Aid flights arrived through the day carrying emergency medical teams, search-and-rescue equipment and tarps for shelter, but everything seemed to be in short supply in capital Kathmandu and other affected areas.

More than two days after the quake struck, people searched for lost loved ones, sorted through rubble for their belongings and struggled to provide for their families’ needs.

Tens of thousands of families were camped in the streets and in open parks, sleeping inside plastic tents as powerful aftershocks continued  to rock the region every few hours.

“We have become refugees,” said Sarga Dhaoubadel, a student whose ancestors had built her Bhaktapur family home over 400 years ago. They were subsisting on instant noodles and fruit.

Nepal police said on their Facebook page that the death toll in the country from Saturday’s 7.9 magnitude earthquake had risen to 3,904 people, with 7180 injured.  This does not include the deaths in India, the 25 people killed in Tibet and the 18 people killed in the avalanche on Mount Everest.

The death toll in India from the quake shot up to 72 with 56 deaths reported in Bihar, 12 in UP, three in West Bengal and one in Rajasthan.

India led international salvage and evacuation efforts as teams with sniffer dogs and metal-cutters raced to find survivors buried in the rubble, though the possibility of pulling out someone alive slimmed considerably two days after the monster quake hit the Himalayan nation.

“We will continue to look for survivors as long as possible,” said Nepal home ministry spokesperson Laxmi Prasad Dhakal, underscoring the resolve of a nation trying to pick up the pieces after its biggest tragedy in 80 years.

As rescue workers reach out to remote villages which have been inaccessible since the quake, the country’s officials expressed fears the toll would go up to 5,000.

“There are people who are not getting food and shelter. I’ve had reports of villages where 70 percent of the houses have been destroyed,” said  Udav Prashad Timalsina a top official in Gorkha district where the quake was centred.

Aid is coming from more than a dozen countries and many charities, but Lila Mani Poudyal, the government’s chief secretary and the rescue coordinator, said Nepal needed more.

“We urge foreign countries to give us special relief materials and medical teams. We are really desperate for more foreign expertise to
pull through this crisis,” he said.

“We are appealing for tents, dry goods, blankets, mattresses, and 80 different medicines that we desperately need now,” he told a press conference.

As people are pulled from the wreckage, he noted, even more help is needed.

“Now we especially need orthopaedic (doctors), nerve specialists, anaesthetists, surgeons and paramedics,” he said. “We are appealing to foreign governments to send these specialised and smart teams.”

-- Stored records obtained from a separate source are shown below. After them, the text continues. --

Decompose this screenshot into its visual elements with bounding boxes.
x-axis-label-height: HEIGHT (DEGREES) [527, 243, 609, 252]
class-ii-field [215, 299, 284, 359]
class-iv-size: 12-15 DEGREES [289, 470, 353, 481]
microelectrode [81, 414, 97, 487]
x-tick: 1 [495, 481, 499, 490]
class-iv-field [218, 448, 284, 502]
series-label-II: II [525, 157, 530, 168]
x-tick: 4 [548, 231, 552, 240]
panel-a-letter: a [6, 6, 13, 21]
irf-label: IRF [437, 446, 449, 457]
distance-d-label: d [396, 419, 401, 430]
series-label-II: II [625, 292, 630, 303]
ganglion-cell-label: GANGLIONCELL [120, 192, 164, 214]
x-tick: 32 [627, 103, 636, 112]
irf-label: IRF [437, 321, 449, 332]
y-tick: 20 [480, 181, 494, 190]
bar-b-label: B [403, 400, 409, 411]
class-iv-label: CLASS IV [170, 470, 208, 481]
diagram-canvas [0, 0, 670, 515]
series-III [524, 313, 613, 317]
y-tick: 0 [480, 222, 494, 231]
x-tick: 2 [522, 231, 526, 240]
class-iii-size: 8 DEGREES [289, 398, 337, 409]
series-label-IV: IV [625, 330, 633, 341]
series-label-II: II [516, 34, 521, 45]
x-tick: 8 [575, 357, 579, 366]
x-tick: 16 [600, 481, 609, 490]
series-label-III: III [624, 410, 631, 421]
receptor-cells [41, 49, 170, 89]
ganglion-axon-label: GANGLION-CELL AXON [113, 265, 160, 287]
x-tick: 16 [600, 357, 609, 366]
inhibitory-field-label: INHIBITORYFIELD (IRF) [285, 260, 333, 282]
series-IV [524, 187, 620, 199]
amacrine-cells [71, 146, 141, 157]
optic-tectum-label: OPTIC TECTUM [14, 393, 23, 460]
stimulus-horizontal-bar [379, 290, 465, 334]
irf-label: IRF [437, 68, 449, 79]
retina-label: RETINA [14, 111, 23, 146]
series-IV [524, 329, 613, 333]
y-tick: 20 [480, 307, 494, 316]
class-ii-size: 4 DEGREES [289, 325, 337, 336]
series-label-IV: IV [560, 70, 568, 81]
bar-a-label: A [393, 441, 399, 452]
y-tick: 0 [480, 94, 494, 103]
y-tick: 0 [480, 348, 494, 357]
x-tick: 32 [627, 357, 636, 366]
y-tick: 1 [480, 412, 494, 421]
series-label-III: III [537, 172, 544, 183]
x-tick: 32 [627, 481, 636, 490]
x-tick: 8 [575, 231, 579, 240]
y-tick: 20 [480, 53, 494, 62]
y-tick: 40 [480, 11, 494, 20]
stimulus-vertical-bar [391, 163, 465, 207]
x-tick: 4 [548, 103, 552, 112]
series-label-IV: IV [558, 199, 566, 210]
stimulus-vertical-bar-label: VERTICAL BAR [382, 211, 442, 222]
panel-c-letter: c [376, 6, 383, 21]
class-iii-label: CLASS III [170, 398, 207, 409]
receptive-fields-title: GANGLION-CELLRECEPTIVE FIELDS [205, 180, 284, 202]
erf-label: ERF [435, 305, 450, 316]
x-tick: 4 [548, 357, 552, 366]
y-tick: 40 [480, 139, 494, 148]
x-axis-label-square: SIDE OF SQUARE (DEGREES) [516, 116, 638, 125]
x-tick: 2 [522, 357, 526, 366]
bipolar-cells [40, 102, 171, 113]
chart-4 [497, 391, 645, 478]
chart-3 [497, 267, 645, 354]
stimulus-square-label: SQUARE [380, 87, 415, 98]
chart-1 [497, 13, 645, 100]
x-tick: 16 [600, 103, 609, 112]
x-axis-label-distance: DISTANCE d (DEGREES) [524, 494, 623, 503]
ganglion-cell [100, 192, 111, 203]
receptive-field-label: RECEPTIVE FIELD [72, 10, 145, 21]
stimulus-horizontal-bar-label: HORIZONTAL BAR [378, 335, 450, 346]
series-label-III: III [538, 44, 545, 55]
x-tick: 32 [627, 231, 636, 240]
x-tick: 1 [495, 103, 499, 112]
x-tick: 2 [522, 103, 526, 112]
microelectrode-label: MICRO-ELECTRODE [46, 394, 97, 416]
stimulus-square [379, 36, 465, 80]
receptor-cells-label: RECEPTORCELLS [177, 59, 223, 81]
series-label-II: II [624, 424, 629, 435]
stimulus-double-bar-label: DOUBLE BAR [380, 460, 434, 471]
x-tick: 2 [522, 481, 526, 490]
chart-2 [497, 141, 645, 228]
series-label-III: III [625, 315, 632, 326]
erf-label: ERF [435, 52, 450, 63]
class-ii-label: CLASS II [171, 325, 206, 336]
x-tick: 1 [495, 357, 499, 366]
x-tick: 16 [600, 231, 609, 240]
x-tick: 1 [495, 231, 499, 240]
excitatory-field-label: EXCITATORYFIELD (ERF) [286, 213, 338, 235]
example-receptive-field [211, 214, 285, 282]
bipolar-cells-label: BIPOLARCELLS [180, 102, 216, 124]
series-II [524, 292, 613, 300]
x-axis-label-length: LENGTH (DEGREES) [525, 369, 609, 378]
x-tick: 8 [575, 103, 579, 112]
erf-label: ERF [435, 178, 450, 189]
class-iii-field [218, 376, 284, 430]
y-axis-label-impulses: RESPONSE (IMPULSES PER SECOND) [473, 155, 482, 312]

Dozen countries help Nepal

Help was pouring into Nepal from across the world, as countries big and small sent in medical and rescue teams to provide disaster relief.

A Nepal army spokesman says rescue workers and medical teams from at least a dozen countries were in Nepal helping local police and army rescuers.

Maj. Gen. Binod Basnyat said the teams were in different places in Kathmandu and surrounding areas. India has sent the biggest team with six helicopters and seven trucks.

Seven Indian search and rescue teams and another seven medical teams were at work Monday in the worst-hit areas. They had rescued 10 people and recovered 40 bodies from the rubble of fallen buildings in different parts of Kathmandu.

China has sent a medical team and a team of experts to move through structures destroyed in the quake and help with search and rescue operations. Chinese doctors have set up a field hospital at the mountain resort town of Dhulikhel, 30 kilometers (18 miles) east of Kathmandu.

Two teams of US Army green beret soldiers  who happened to be in Nepal when the deadly earthquake struck Saturday,are staying to help with search and relief efforts

Even Nepal’s tiny Himalayan neighbor, Bhutan, has sent a medical team to help the survivors of the quake.

Medical and rescue teams from Russia, Japan, France, Switzerland and Singapore were expected to arrive in Kathmandu over the next couple of days, the army said.

Mass cremations

Mass cremations were held in Kathmandu for the victims, even as rescuers continued to pull out bodies buried under the rubble of flattened homes and buildings.

Hundreds were cremated in open grounds as funeral pyres burned with families of victims wailing in grief after losing their loved ones.

Almost every available space along the Bagmati river’s banks and on its sandbank islands had been taken by the pyres.

Around these funerals, the families, hastily assembling their piles of wood, gathered. The smoke rose and floated over the city ravaged by the ugly devastation of the 7.9-magnitude quake.

Kathmandu shifted 3 metres?

Initial analysis of seismological data show that capital Kathmandu may have shifted  about three metres (10 feet) southward, said   University of Cambridge tectonics expert James Jackson.

An area of about 150 kilometres (93 miles) long and 50 km wide in a fault running underneath the Kathmandu valley, gave in after decades of pressure, causing rocks on top of the fault to slip southward over the rock underneath it.

The shifts may be large enough to necessitate adjustments to high-precision world maps.